The Double Hook is a novel written by Sheila Watson, which is considered "a seminal work in the development of contemporary Canadian literature."[1] Published in 1959, The Double Hook is written in a style more like prose poetry than fiction. It is often considered to be Canada's first modernist novel due to how it "departs from traditional plot, character development, form and style to tell a poetic tale of human suffering and redemption that is at once fabular, allegorical and symbolic."[2] The Canadian Encyclopedia declares that: "Publication of Watson's novel The Double Hook (1959) marks the start of contemporary writing in Canada."[3]
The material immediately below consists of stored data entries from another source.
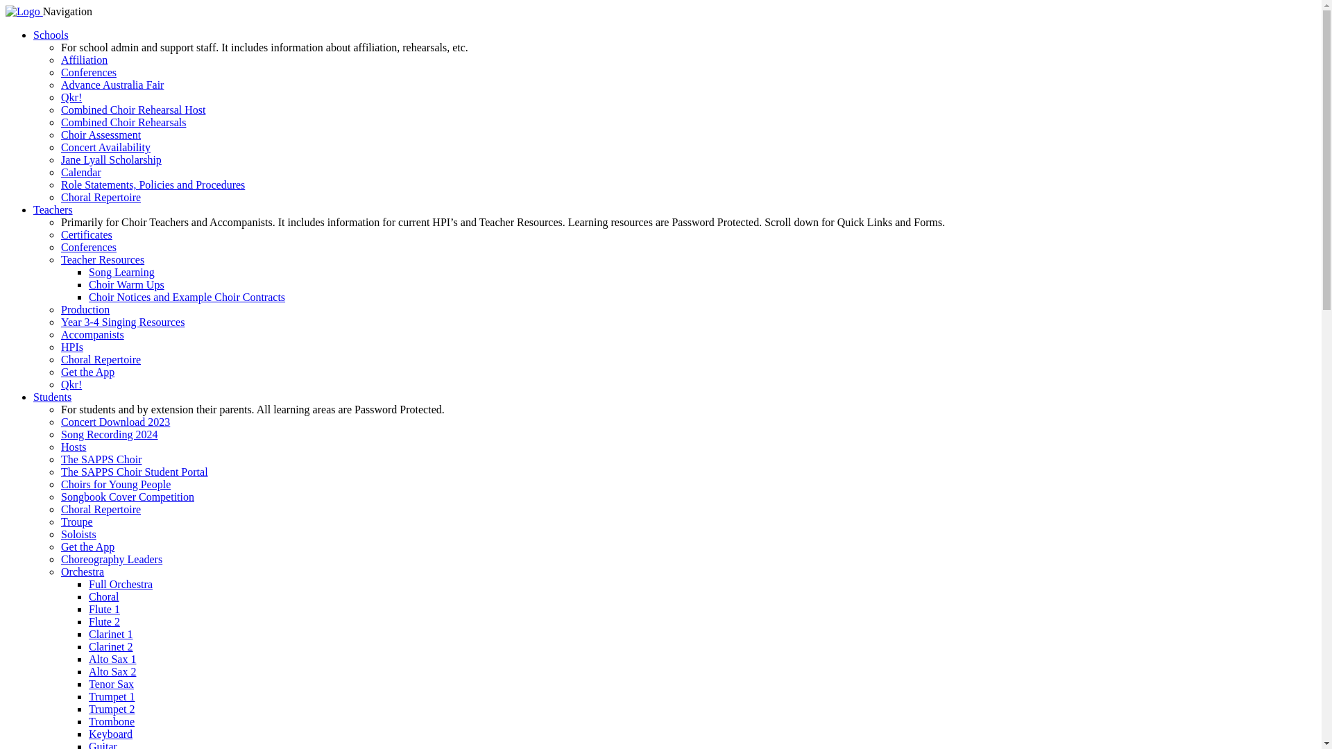 The height and width of the screenshot is (749, 1332). What do you see at coordinates (53, 397) in the screenshot?
I see `Students` at bounding box center [53, 397].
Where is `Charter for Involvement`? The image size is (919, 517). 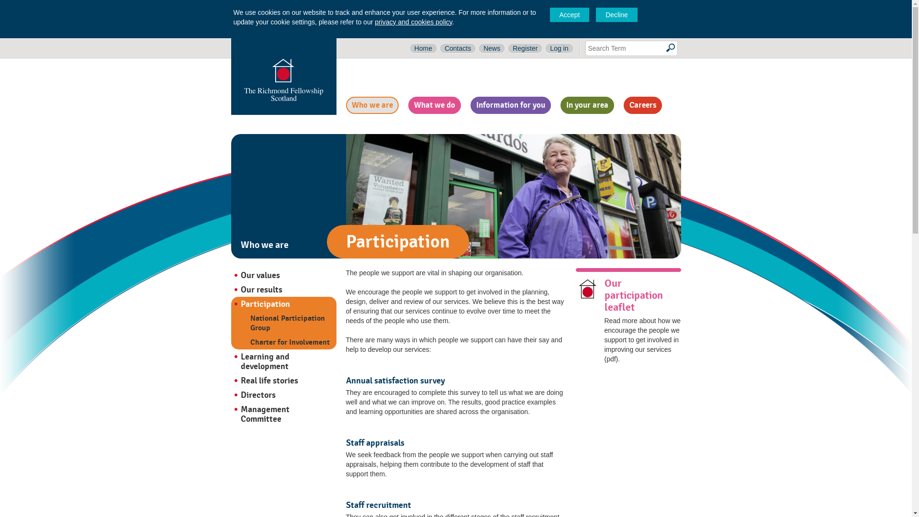 Charter for Involvement is located at coordinates (293, 342).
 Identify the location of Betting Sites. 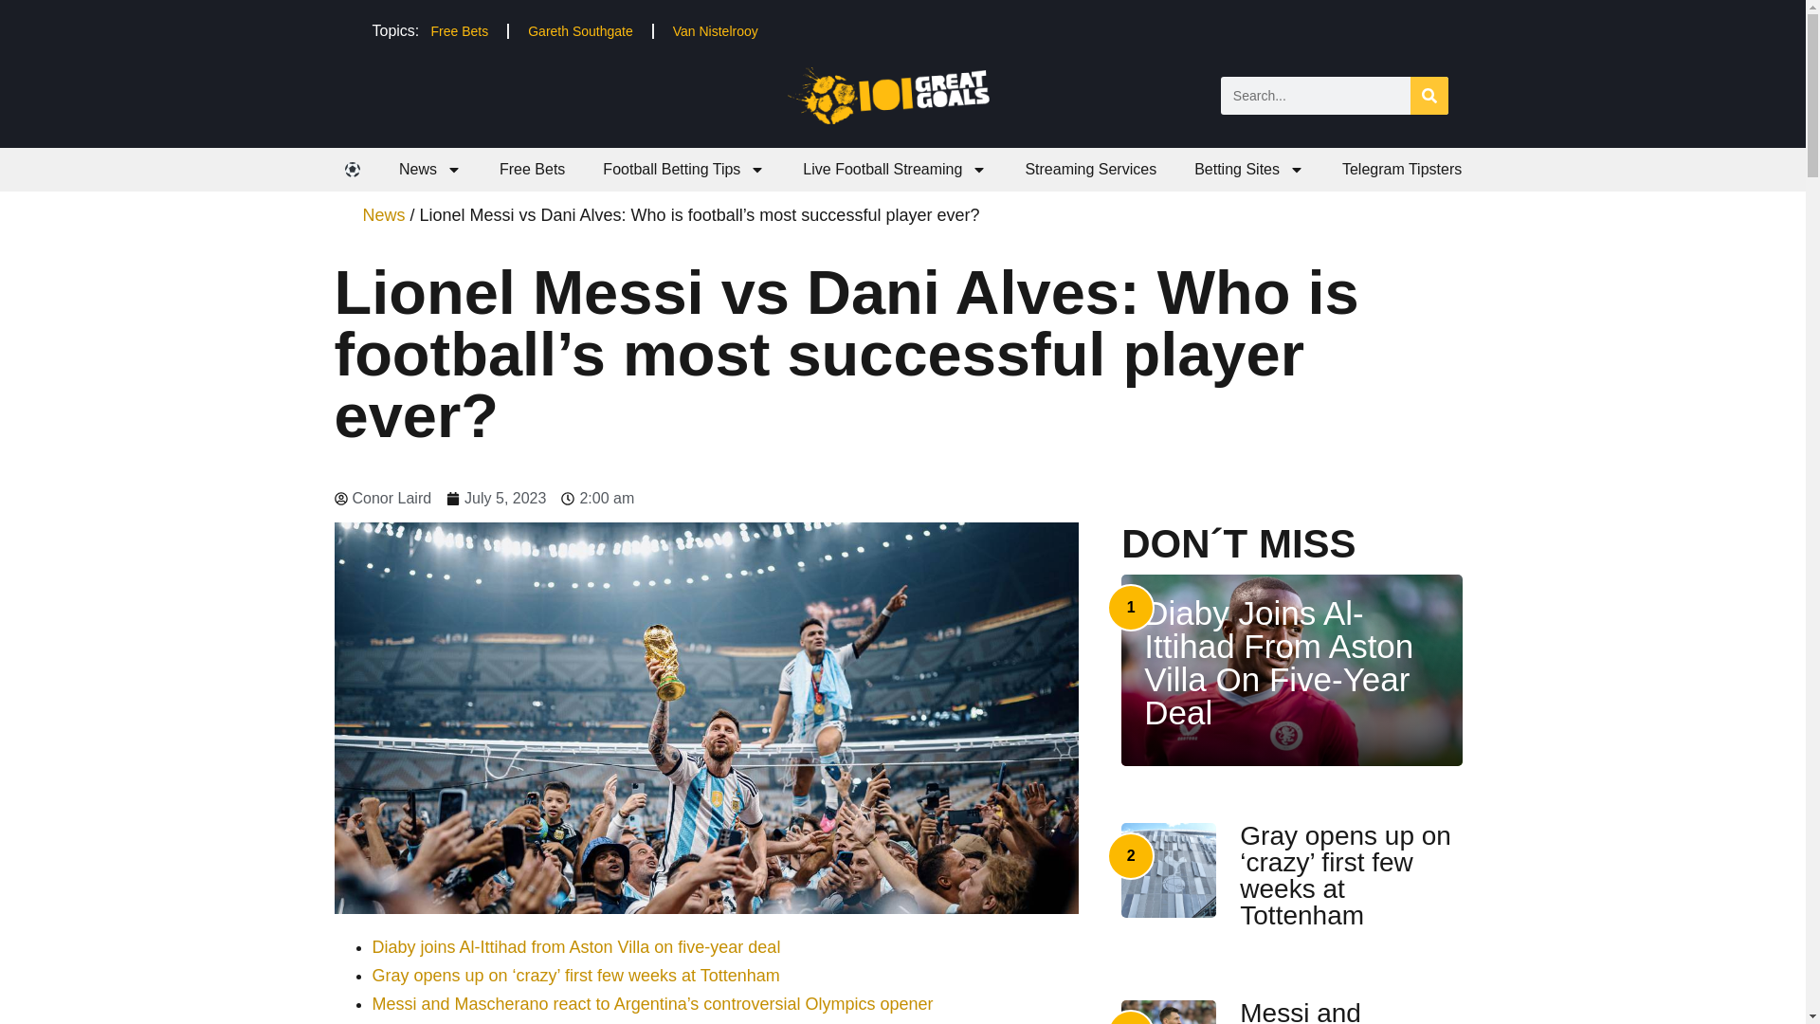
(1249, 169).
Watson said that her novel is "about how people are driven, how if they have no art, how if they have no tradition, how if they have no ritual, they are driven in one of two ways, either towards violence or towards insensibility – if they have no mediating rituals which manifest themselves in what I suppose we call art forms."[3] She has explained that the "double hook" of her title refers to the idea "that when you fish for the glory you catch the darkness too. That if you hook twice the glory you hook twice the fear."[4]

  1. ^ "Sheila Watson fonds", Sheila Watson fonds, St. Michael's College in the University of Toronto, UToronto.ca, Web, Apr. 22, 2011.
  2. ^ Neil Besner, "The Double Hook", The Canadian Encyclopedia (Edmonton: Hurtig, 1988), 613.
  3. ^ a b Stephen Scobie, "Watson, Sheila", Canadian Encyclopedia (Edmonton: Hurtig, 1988), 2284.
  4. ^ Cite error: The named reference mcmaster was invoked but never defined (see the help page).